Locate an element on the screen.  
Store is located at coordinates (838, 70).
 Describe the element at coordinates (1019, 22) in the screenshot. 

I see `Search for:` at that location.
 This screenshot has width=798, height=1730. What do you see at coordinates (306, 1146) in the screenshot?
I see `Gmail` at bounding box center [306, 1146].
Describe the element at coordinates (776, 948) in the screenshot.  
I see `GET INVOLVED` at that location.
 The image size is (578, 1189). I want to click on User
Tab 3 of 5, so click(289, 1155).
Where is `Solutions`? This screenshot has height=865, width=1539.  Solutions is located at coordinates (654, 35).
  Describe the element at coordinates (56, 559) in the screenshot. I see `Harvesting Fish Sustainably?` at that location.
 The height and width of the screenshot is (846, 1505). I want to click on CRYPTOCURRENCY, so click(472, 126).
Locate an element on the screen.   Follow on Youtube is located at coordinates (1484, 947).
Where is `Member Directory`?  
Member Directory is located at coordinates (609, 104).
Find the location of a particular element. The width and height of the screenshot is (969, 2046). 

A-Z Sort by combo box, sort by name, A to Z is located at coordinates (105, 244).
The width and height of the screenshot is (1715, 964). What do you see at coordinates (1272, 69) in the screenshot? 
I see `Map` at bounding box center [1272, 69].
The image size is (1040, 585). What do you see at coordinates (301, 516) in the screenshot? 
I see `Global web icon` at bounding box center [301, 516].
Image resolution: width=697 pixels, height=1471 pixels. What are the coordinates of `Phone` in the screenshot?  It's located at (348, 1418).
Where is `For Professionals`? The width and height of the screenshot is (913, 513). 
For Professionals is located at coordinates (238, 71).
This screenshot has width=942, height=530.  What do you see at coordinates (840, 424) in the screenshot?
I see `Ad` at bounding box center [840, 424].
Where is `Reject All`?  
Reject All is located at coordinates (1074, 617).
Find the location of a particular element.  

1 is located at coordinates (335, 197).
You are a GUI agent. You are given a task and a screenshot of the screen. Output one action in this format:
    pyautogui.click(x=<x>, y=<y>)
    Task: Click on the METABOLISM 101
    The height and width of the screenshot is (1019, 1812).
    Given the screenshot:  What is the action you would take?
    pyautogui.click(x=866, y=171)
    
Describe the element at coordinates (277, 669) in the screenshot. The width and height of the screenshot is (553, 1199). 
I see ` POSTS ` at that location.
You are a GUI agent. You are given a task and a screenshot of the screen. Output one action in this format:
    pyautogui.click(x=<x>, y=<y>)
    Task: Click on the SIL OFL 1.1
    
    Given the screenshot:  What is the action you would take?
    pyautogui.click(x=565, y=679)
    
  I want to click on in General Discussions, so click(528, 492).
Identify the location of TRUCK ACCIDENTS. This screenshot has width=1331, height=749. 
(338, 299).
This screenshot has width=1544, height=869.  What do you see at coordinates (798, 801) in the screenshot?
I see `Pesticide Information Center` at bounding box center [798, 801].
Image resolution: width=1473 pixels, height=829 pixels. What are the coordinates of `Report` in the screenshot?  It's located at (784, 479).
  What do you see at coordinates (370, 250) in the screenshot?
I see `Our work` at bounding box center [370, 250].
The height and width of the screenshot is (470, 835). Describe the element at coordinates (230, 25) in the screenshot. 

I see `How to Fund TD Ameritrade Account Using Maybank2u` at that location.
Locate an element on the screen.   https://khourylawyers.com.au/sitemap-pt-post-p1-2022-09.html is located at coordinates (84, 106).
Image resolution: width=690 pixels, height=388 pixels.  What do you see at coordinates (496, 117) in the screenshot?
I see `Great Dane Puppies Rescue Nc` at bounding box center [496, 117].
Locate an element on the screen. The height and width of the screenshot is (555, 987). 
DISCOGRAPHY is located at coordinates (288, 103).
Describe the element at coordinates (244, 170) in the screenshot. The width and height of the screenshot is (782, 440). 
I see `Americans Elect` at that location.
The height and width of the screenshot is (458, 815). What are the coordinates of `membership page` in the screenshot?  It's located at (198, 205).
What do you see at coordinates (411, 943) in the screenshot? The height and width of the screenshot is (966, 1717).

****************************************

> _Work instruction_: Copy task. Give back the whole listing exactly as written.

> _Reply_:
Locate an element on the screen.  
Store is located at coordinates (838, 70).
 Describe the element at coordinates (1019, 22) in the screenshot. 

I see `Search for:` at that location.
 This screenshot has width=798, height=1730. What do you see at coordinates (306, 1146) in the screenshot?
I see `Gmail` at bounding box center [306, 1146].
Describe the element at coordinates (776, 948) in the screenshot.  
I see `GET INVOLVED` at that location.
 The image size is (578, 1189). I want to click on User
Tab 3 of 5, so click(289, 1155).
Where is `Solutions`? This screenshot has height=865, width=1539.  Solutions is located at coordinates (654, 35).
  Describe the element at coordinates (56, 559) in the screenshot. I see `Harvesting Fish Sustainably?` at that location.
 The height and width of the screenshot is (846, 1505). I want to click on CRYPTOCURRENCY, so click(472, 126).
Locate an element on the screen.   Follow on Youtube is located at coordinates (1484, 947).
Where is `Member Directory`?  
Member Directory is located at coordinates (609, 104).
Find the location of a particular element. The width and height of the screenshot is (969, 2046). 

A-Z Sort by combo box, sort by name, A to Z is located at coordinates (105, 244).
The width and height of the screenshot is (1715, 964). What do you see at coordinates (1272, 69) in the screenshot? 
I see `Map` at bounding box center [1272, 69].
The image size is (1040, 585). What do you see at coordinates (301, 516) in the screenshot? 
I see `Global web icon` at bounding box center [301, 516].
Image resolution: width=697 pixels, height=1471 pixels. What are the coordinates of `Phone` in the screenshot?  It's located at (348, 1418).
Where is `For Professionals`? The width and height of the screenshot is (913, 513). 
For Professionals is located at coordinates (238, 71).
This screenshot has width=942, height=530.  What do you see at coordinates (840, 424) in the screenshot?
I see `Ad` at bounding box center [840, 424].
Where is `Reject All`?  
Reject All is located at coordinates (1074, 617).
Find the location of a particular element.  

1 is located at coordinates (335, 197).
You are a GUI agent. You are given a task and a screenshot of the screen. Output one action in this format:
    pyautogui.click(x=<x>, y=<y>)
    Task: Click on the METABOLISM 101
    The height and width of the screenshot is (1019, 1812).
    Given the screenshot:  What is the action you would take?
    pyautogui.click(x=866, y=171)
    
Describe the element at coordinates (277, 669) in the screenshot. The width and height of the screenshot is (553, 1199). 
I see ` POSTS ` at that location.
You are a GUI agent. You are given a task and a screenshot of the screen. Output one action in this format:
    pyautogui.click(x=<x>, y=<y>)
    Task: Click on the SIL OFL 1.1
    
    Given the screenshot:  What is the action you would take?
    pyautogui.click(x=565, y=679)
    
  I want to click on in General Discussions, so click(528, 492).
Identify the location of TRUCK ACCIDENTS. This screenshot has width=1331, height=749. 
(338, 299).
This screenshot has width=1544, height=869.  What do you see at coordinates (798, 801) in the screenshot?
I see `Pesticide Information Center` at bounding box center [798, 801].
Image resolution: width=1473 pixels, height=829 pixels. What are the coordinates of `Report` in the screenshot?  It's located at (784, 479).
  What do you see at coordinates (370, 250) in the screenshot?
I see `Our work` at bounding box center [370, 250].
The height and width of the screenshot is (470, 835). Describe the element at coordinates (230, 25) in the screenshot. 

I see `How to Fund TD Ameritrade Account Using Maybank2u` at that location.
Locate an element on the screen.   https://khourylawyers.com.au/sitemap-pt-post-p1-2022-09.html is located at coordinates (84, 106).
Image resolution: width=690 pixels, height=388 pixels.  What do you see at coordinates (496, 117) in the screenshot?
I see `Great Dane Puppies Rescue Nc` at bounding box center [496, 117].
Locate an element on the screen. The height and width of the screenshot is (555, 987). 
DISCOGRAPHY is located at coordinates (288, 103).
Describe the element at coordinates (244, 170) in the screenshot. The width and height of the screenshot is (782, 440). 
I see `Americans Elect` at that location.
The height and width of the screenshot is (458, 815). What are the coordinates of `membership page` in the screenshot?  It's located at (198, 205).
What do you see at coordinates (411, 943) in the screenshot? The height and width of the screenshot is (966, 1717).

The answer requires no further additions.